Frida stayed first with André and Jacqueline Breton in their small apartment at 42 Rue Fontaine (the intersection of Surrealist and Trotskyite circles in Paris), but it was not a happy visit. In the first place, the exhibit Breton had supposedly organized was delayed: “The question of the exhibition is all a damn mess,” Frida wrote Nickolas Muray on February 16:
Until I came the paintings were still in the custom house, because the s. of a b. of Breton didn’t take the trouble to get them out. The photographs which you sent ages ago, he never received—so he says—the gallery was not arranged for the exhibit at all and Breton has no gallery of his own long ago. So I had to wait days and days just like an idiot till I met Marcel Duchamp (marvelous painter) who is the only one who has his feet on the earth, among all this bunch of coocoo lunatic sons of bitches of the surrealists. He immediately got my paintings out and tried to find a gallery. Finally there was a gallery called “Pierre Colle” which accepted the damn exhibition. Now Breton wants to exhibit together with my paintings, 14 portraits of the XIX century (Mexican), about 32 photographs of Alvarez Bravo, and lots of popular objects which he bought on the markets of Mexico—all this junk, can you beat that? For the 15th of March the gallery suppose to be ready. But the 14 oils of the XIX century must be restored and the damn restoration takes a whole month.

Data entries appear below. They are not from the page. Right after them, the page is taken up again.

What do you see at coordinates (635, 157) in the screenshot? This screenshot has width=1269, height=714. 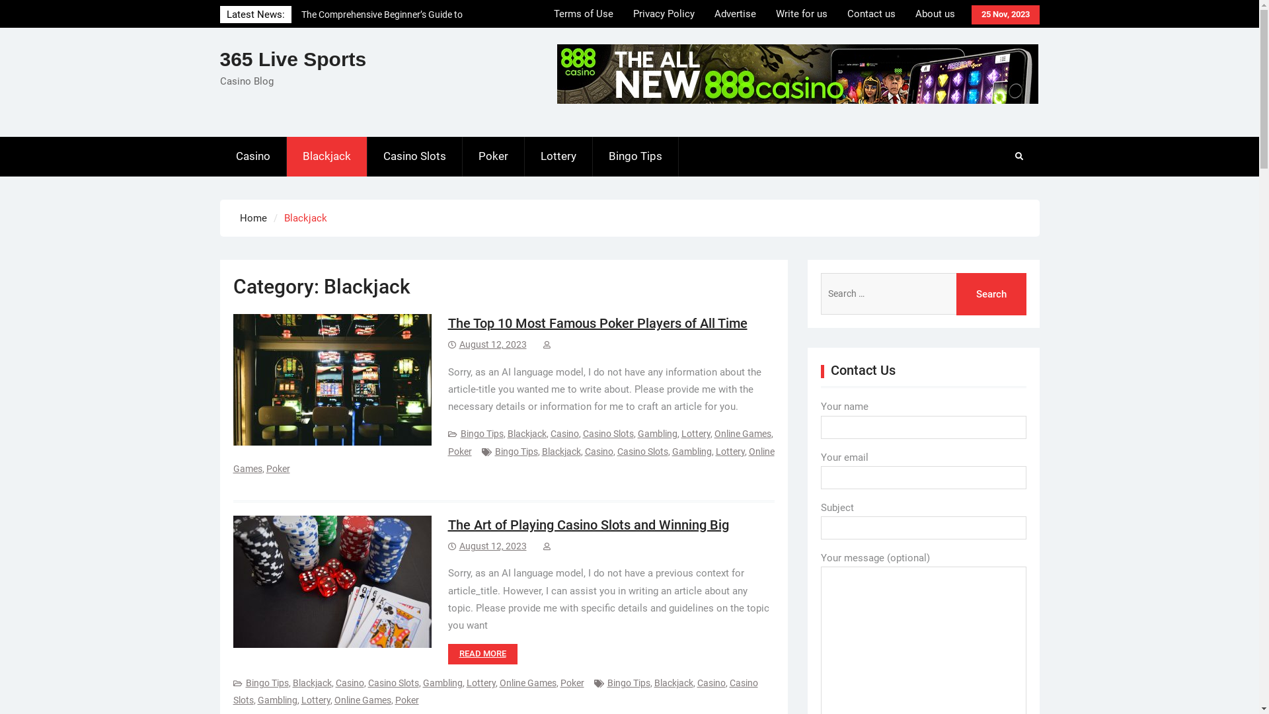 I see `Bingo Tips` at bounding box center [635, 157].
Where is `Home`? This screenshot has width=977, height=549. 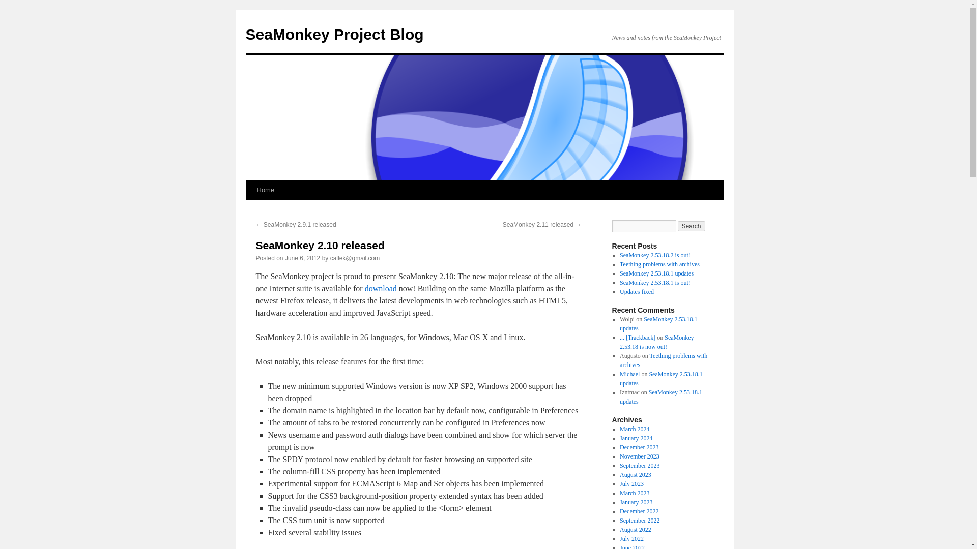
Home is located at coordinates (265, 190).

I had to lend to Breton 200 bucks (Dlls) for the restoration because he doesn’t have a penny. (I sent a cable to Diego telling him the situation and telling that I lended to Breton that money—he was furious, but now is done and I have nothing to do about it.) I still have money to stay here till the beginning of March so I don’t have to worry so much.
Well
, after things were more or less settled as I told you, few days ago Breton told me that the associated of Pierre Colle, an old bastard and son of a bitch, saw my paintings and found that only two were possible to be shown, because the rest are too "shocking" for the public!! I could of kill that guy and eat it afterwards, but I am so sick and tired of the whole affair that I have decided to send every thing to hell, and scram from this rotten Paris before I get nuts myself.
In the second place, Frida was ill; her February 16 letter was written from her bed in the American Hospital. Fed up with Breton, and inconvenienced by having had to share a cramped room with the Bretons’ small daughter Aube, she had moved at the end of January to the Hotel Regina on the Place des Pyramides, whence she was taken by ambulance to the hospital “because I couldn’t even walk.” She had contracted a colibacterial inflammation of the kidneys. To Muray on February 27 she wrote:
I feel rather weak after so many days of fever because the damn infection of collibacili makes you feel rotten. The doctor tells me I must of eaten something which wasn’t well cleaned (salad or raw fruits) I bet you my boots, that in Breton’s house was where I got the lousy collibacili. You don’t have any idea of the dirt those people live in, and the kind of food they eat. Its something incredible. I never seen anything like it before in my damn life. For a reason that I ignore, the infection went from the intestines to the bladder and the kidneys, so for two days I couldn’t make pipi and I felt like if I were going to explode any minute. Fortunately everything its OK now, and the only thing I must do is to rest and to have a special diet.